There’s more: I eat too much too often. I’m crabby sometimes. Downright nasty occasionally with the man I love best, and often selfish. I catch myself judging people. I have miles to go when it comes to loving people like Christ.

 

 

I’ve also battled something pedestals easily generate. Something the Bible says God especially hates. Pride. It began in childhood when I realized I could do things not all my friends could do. Sing. Make nice speeches. I could also wiggle my ears, flare my nostrils, make my neck grow at will and speak in fake tongues on command. (Now I can do all four at the same time and I’m not even a Charismatic.)

 

 

These days, each time I’m tempted to the sin of pride over others’ opinions regarding something I am or do, I imagine God’s reaction. “Give her time,” perhaps he says to the angels, “the humble pie’ll fly to her face all by itself.

 

It always does.
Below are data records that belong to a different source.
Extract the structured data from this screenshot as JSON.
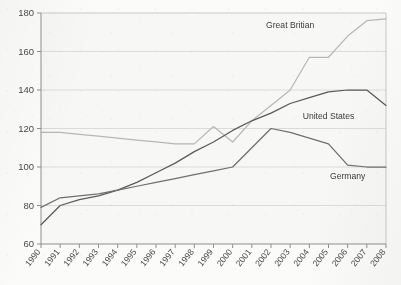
{
  "chart_data": {
    "type": "line",
    "title": "",
    "subtitle": "",
    "xlabel": "",
    "ylabel": "",
    "ylim": [
      60,
      180
    ],
    "ytick_labels": [
      "60",
      "80",
      "100",
      "120",
      "140",
      "160",
      "180"
    ],
    "ytick_values": [
      60,
      80,
      100,
      120,
      140,
      160,
      180
    ],
    "grid": true,
    "legend_position": "inline-labels",
    "x": [
      1990,
      1991,
      1992,
      1993,
      1994,
      1995,
      1996,
      1997,
      1998,
      1999,
      2000,
      2001,
      2002,
      2003,
      2004,
      2005,
      2006,
      2007,
      2008
    ],
    "categories": [
      "1990",
      "1991",
      "1992",
      "1993",
      "1994",
      "1995",
      "1996",
      "1997",
      "1998",
      "1999",
      "2000",
      "2001",
      "2002",
      "2003",
      "2004",
      "2005",
      "2006",
      "2007",
      "2008"
    ],
    "series": [
      {
        "name": "Great Britian",
        "color": "#b7b7b7",
        "values": [
          118,
          118,
          117,
          116,
          115,
          114,
          113,
          112,
          112,
          121,
          113,
          124,
          132,
          140,
          157,
          157,
          168,
          176,
          177
        ]
      },
      {
        "name": "United States",
        "color": "#5a5a5a",
        "values": [
          70,
          80,
          83,
          85,
          88,
          92,
          97,
          102,
          108,
          113,
          119,
          124,
          128,
          133,
          136,
          139,
          140,
          140,
          132
        ]
      },
      {
        "name": "Germany",
        "color": "#6f6f6f",
        "values": [
          79,
          84,
          85,
          86,
          88,
          90,
          92,
          94,
          96,
          98,
          100,
          110,
          120,
          118,
          115,
          112,
          101,
          100,
          100
        ]
      }
    ],
    "annotations": [
      {
        "text": "Great Britian",
        "x": 2003,
        "y": 172
      },
      {
        "text": "United States",
        "x": 2005,
        "y": 125
      },
      {
        "text": "Germany",
        "x": 2006,
        "y": 94
      }
    ]
  }
}
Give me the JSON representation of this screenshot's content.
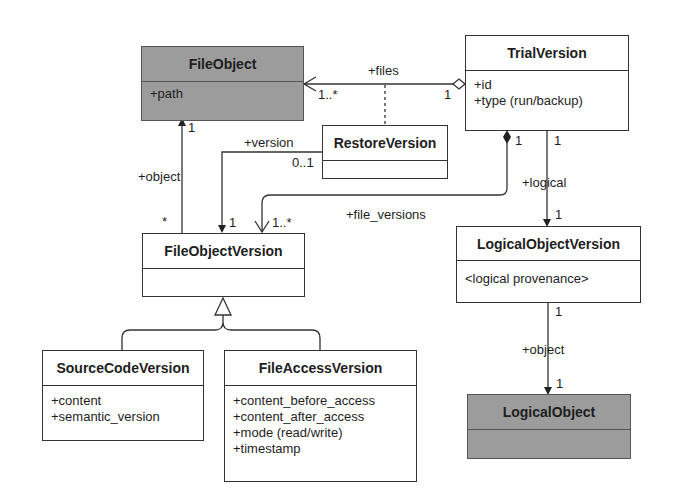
{
  "classes": {
    "file_object": {
      "name": "FileObject",
      "attributes": [
        "+path"
      ],
      "fill": "#9c9c9c"
    },
    "trial_version": {
      "name": "TrialVersion",
      "attributes": [
        "+id",
        "+type (run/backup)"
      ],
      "fill": "#ffffff"
    },
    "restore_version": {
      "name": "RestoreVersion",
      "attributes": [],
      "fill": "#ffffff"
    },
    "file_object_version": {
      "name": "FileObjectVersion",
      "attributes": [],
      "fill": "#ffffff"
    },
    "logical_object_version": {
      "name": "LogicalObjectVersion",
      "attributes": [
        "<logical provenance>"
      ],
      "fill": "#ffffff"
    },
    "source_code_version": {
      "name": "SourceCodeVersion",
      "attributes": [
        "+content",
        "+semantic_version"
      ],
      "fill": "#ffffff"
    },
    "file_access_version": {
      "name": "FileAccessVersion",
      "attributes": [
        "+content_before_access",
        "+content_after_access",
        "+mode (read/write)",
        "+timestamp"
      ],
      "fill": "#ffffff"
    },
    "logical_object": {
      "name": "LogicalObject",
      "attributes": [],
      "fill": "#9c9c9c"
    }
  },
  "associations": {
    "files": {
      "role": "+files",
      "source_mult": "1",
      "target_mult": "1..*"
    },
    "object": {
      "role": "+object",
      "source_mult": "*",
      "target_mult": "1"
    },
    "version": {
      "role": "+version",
      "source_mult": "0..1",
      "target_mult": "1"
    },
    "file_versions": {
      "role": "+file_versions",
      "source_mult": "1",
      "target_mult": "1..*"
    },
    "logical": {
      "role": "+logical",
      "source_mult": "1",
      "target_mult": "1"
    },
    "logical_object": {
      "role": "+object",
      "source_mult": "1",
      "target_mult": "1"
    }
  }
}
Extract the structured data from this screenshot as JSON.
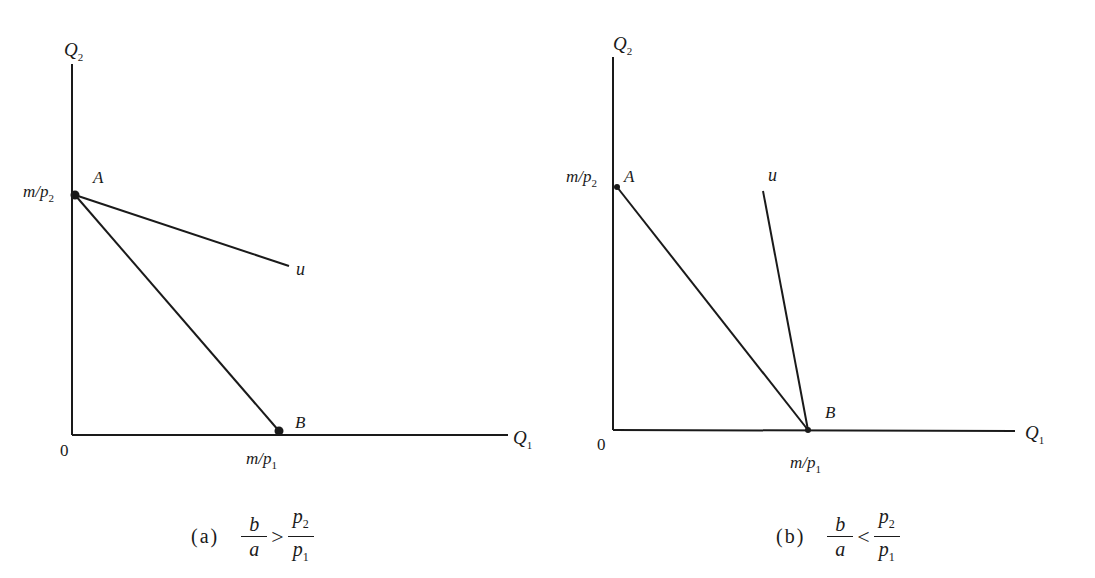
{
  "panels": [
    {
      "id": "a",
      "caption": {
        "tag": "(a)",
        "lhs_num": "b",
        "lhs_den": "a",
        "relation": ">",
        "rhs_num": "p",
        "rhs_num_sub": "2",
        "rhs_den": "p",
        "rhs_den_sub": "1"
      },
      "axes": {
        "y_label": "Q",
        "y_label_sub": "2",
        "x_label": "Q",
        "x_label_sub": "1",
        "origin": "0"
      },
      "intercepts": {
        "y": {
          "text": "m/p",
          "sub": "2"
        },
        "x": {
          "text": "m/p",
          "sub": "1"
        }
      },
      "points": [
        {
          "label": "A"
        },
        {
          "label": "B"
        }
      ],
      "curve_label": "u"
    },
    {
      "id": "b",
      "caption": {
        "tag": "(b)",
        "lhs_num": "b",
        "lhs_den": "a",
        "relation": "<",
        "rhs_num": "p",
        "rhs_num_sub": "2",
        "rhs_den": "p",
        "rhs_den_sub": "1"
      },
      "axes": {
        "y_label": "Q",
        "y_label_sub": "2",
        "x_label": "Q",
        "x_label_sub": "1",
        "origin": "0"
      },
      "intercepts": {
        "y": {
          "text": "m/p",
          "sub": "2"
        },
        "x": {
          "text": "m/p",
          "sub": "1"
        }
      },
      "points": [
        {
          "label": "A"
        },
        {
          "label": "B"
        }
      ],
      "curve_label": "u"
    }
  ]
}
I gulped a slice the other day, when forced to admit I’d been mistaken about something I’d insisted was true. I choked down another one as I confessed to a friend who thanked me for praying for her that I’d clean forgotten. And I’ve practically had to eat several humble pies at once when a reader of one of my published works—book, column or article—points out a spelling or grammar error.

 

 

Nevertheless, God has patiently taught me things about pride. As good as it feels to have the admiration of others, pedestals are simply too narrow for a stable existence. I’ve tumbled down too many times, and where pride is involved, there’s no safety net. Just so you know, it’s a free fall right to the un-cushioned bottom. Lost face waits down there, pain and the bitter disappointment of others. Especially God.

 

 

As I mentioned, I do my best to stay on level ground these days. (I also try never to hoist others onto pedestals. When they fall, it hurts me too.)

 

 

Only Jesus deserves a pedestal. Instead, for the love of you and me, he chose the humility and horror of a cross. His followers must be willing to do likewise.